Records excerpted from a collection
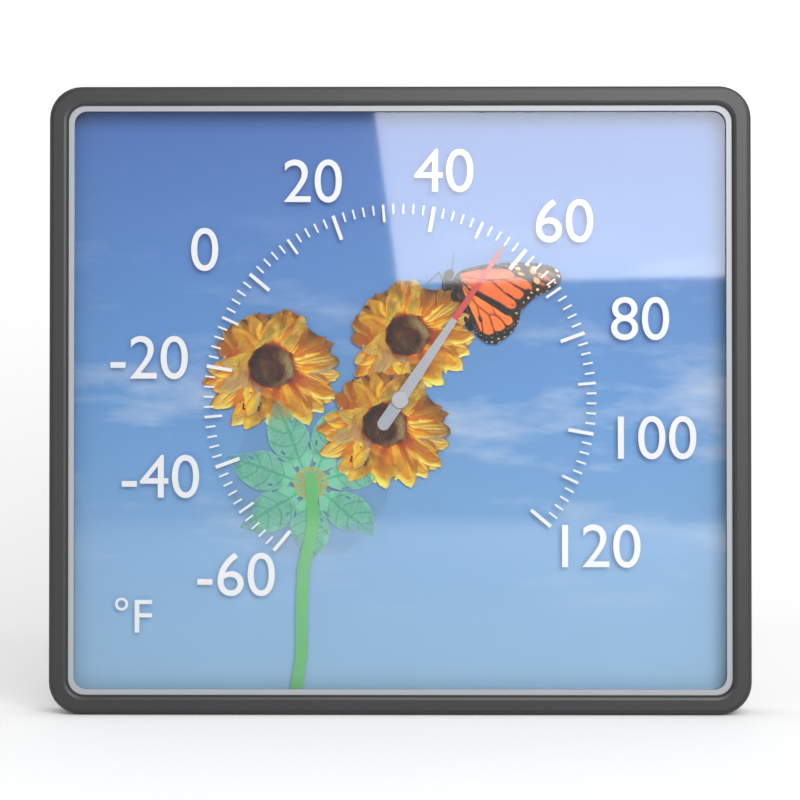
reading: 56 °F
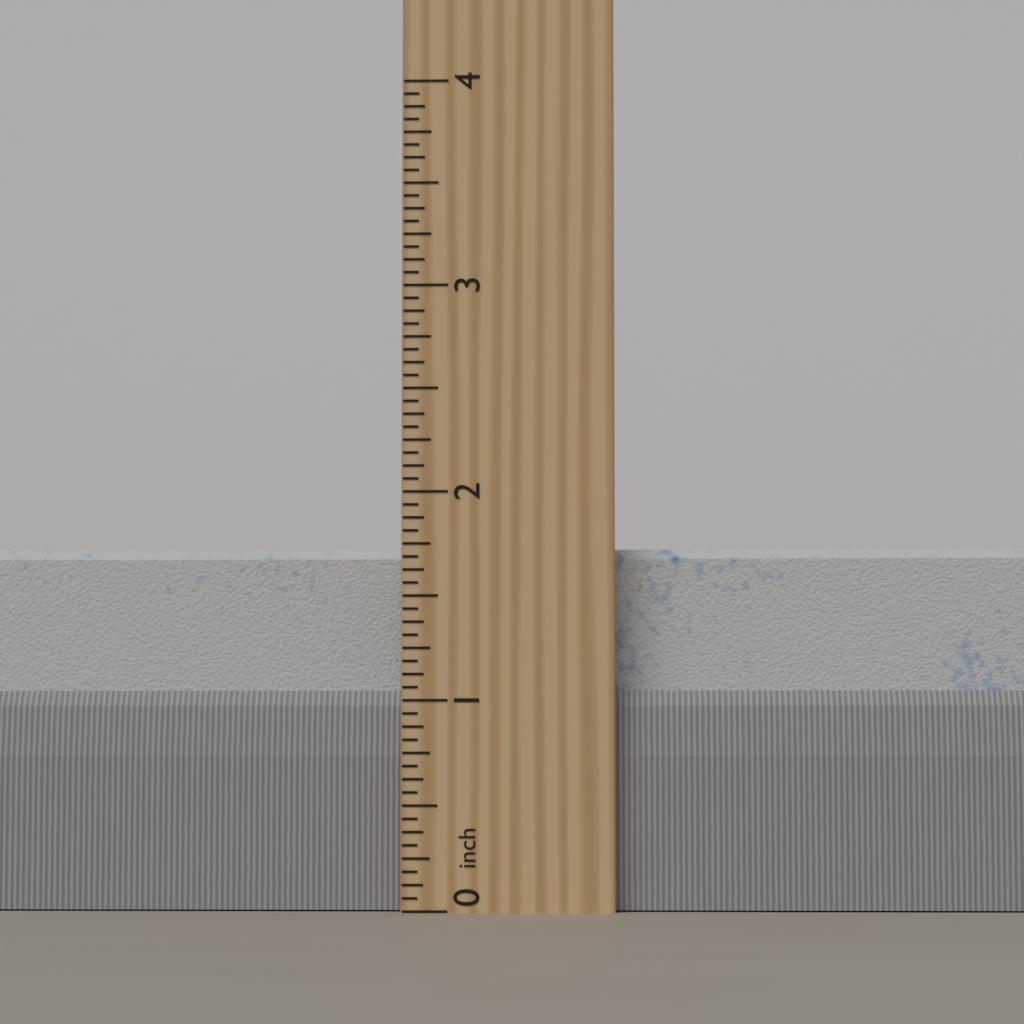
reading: 1.7500 inch
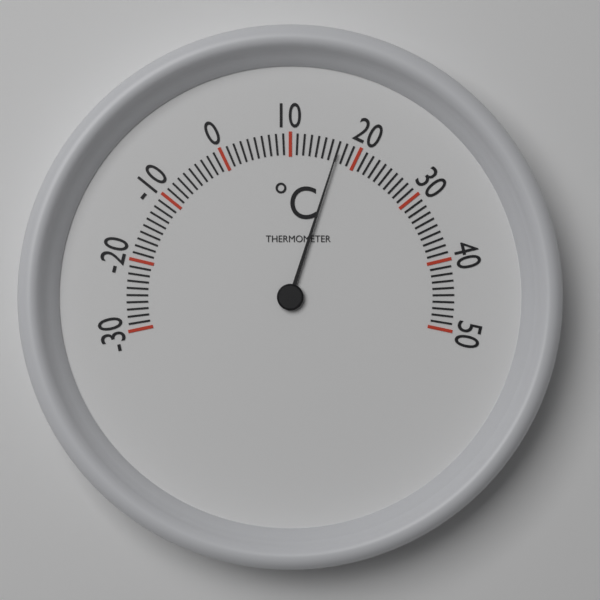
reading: 17 °C
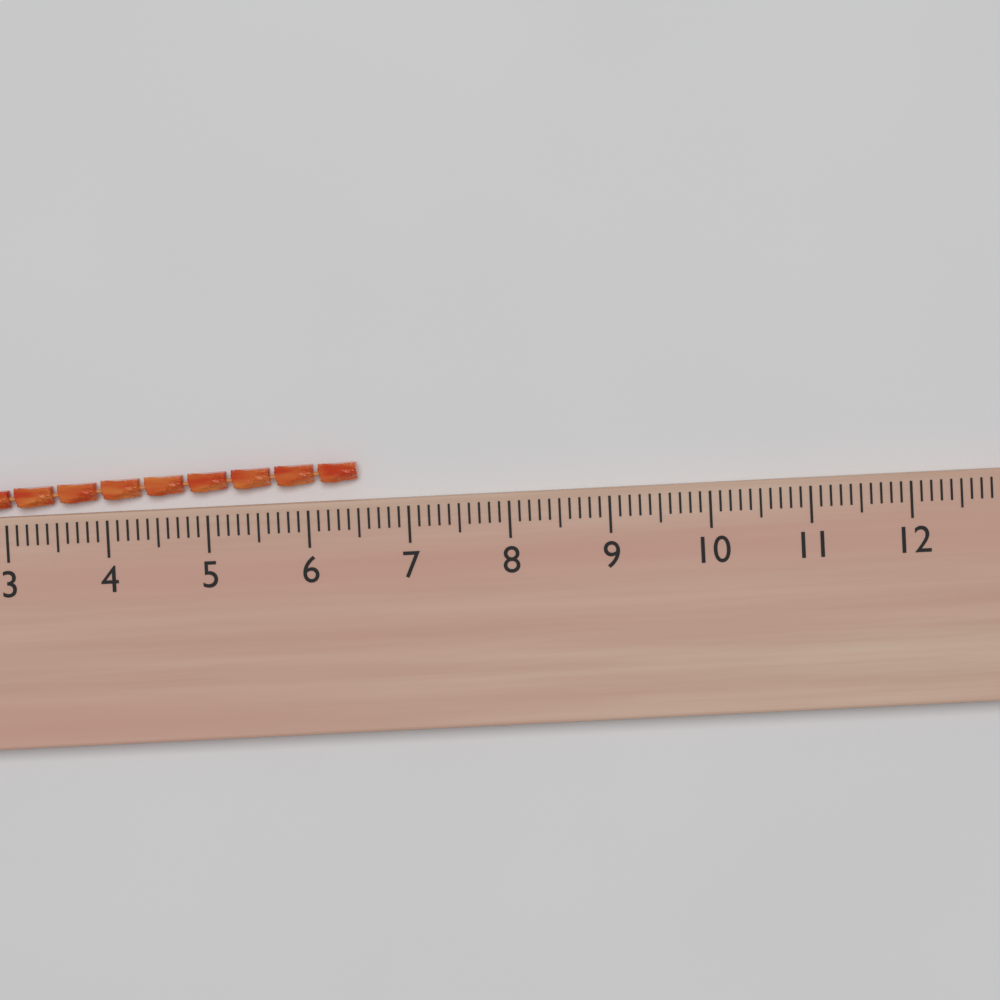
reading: 6.5 (no unit)
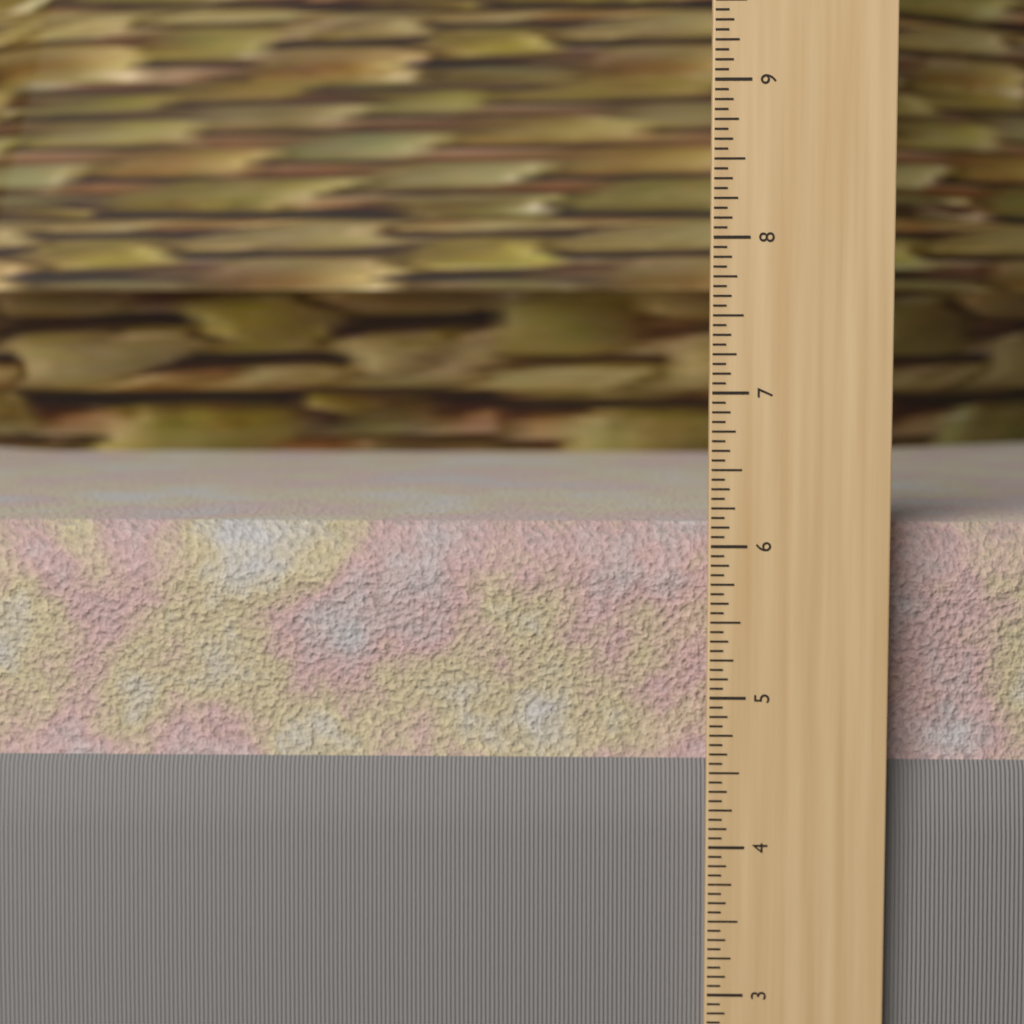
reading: 6.1250 in
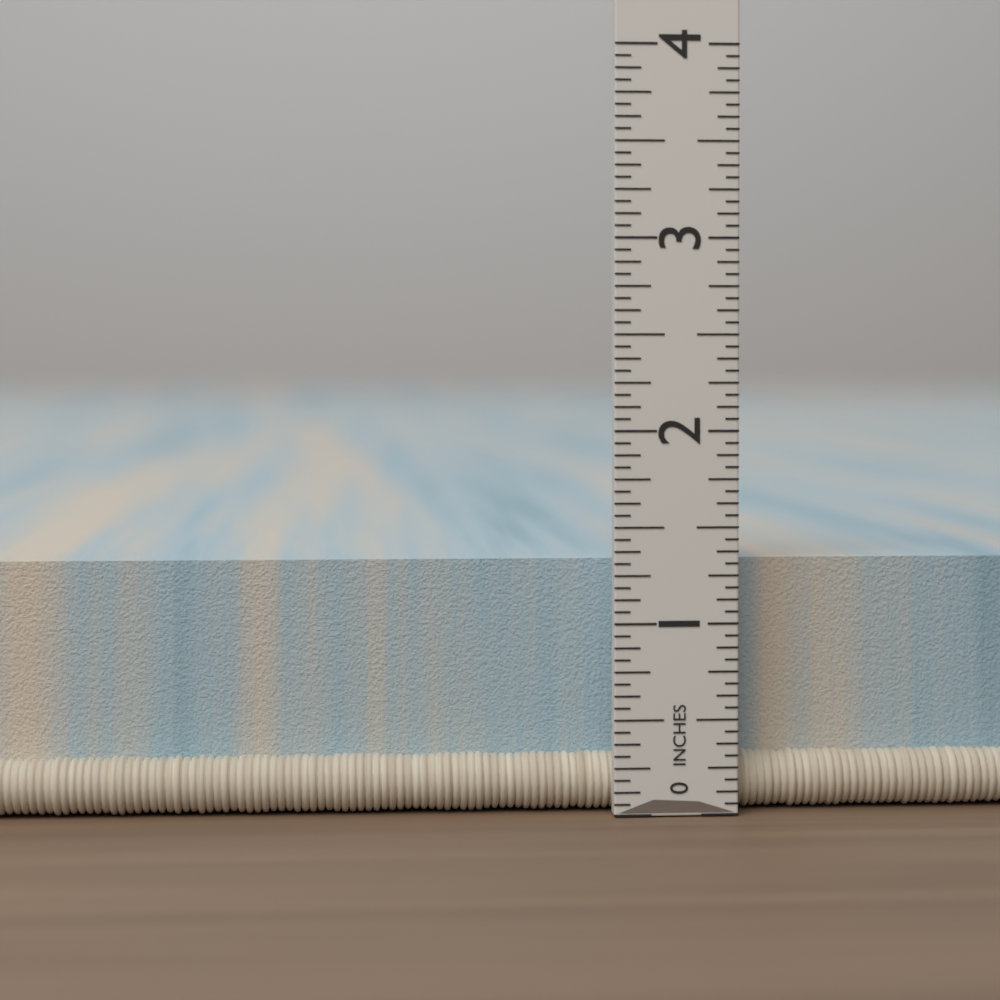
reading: 1.3125 in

| EXERCISE INSTRUCTIONS |
Reproduce every entry exactly; images stay out.

| EXERCISE RESULT |
reading: 56 °F
reading: 1.7500 inch
reading: 17 °C
reading: 6.5 (no unit)
reading: 6.1250 in
reading: 1.3125 in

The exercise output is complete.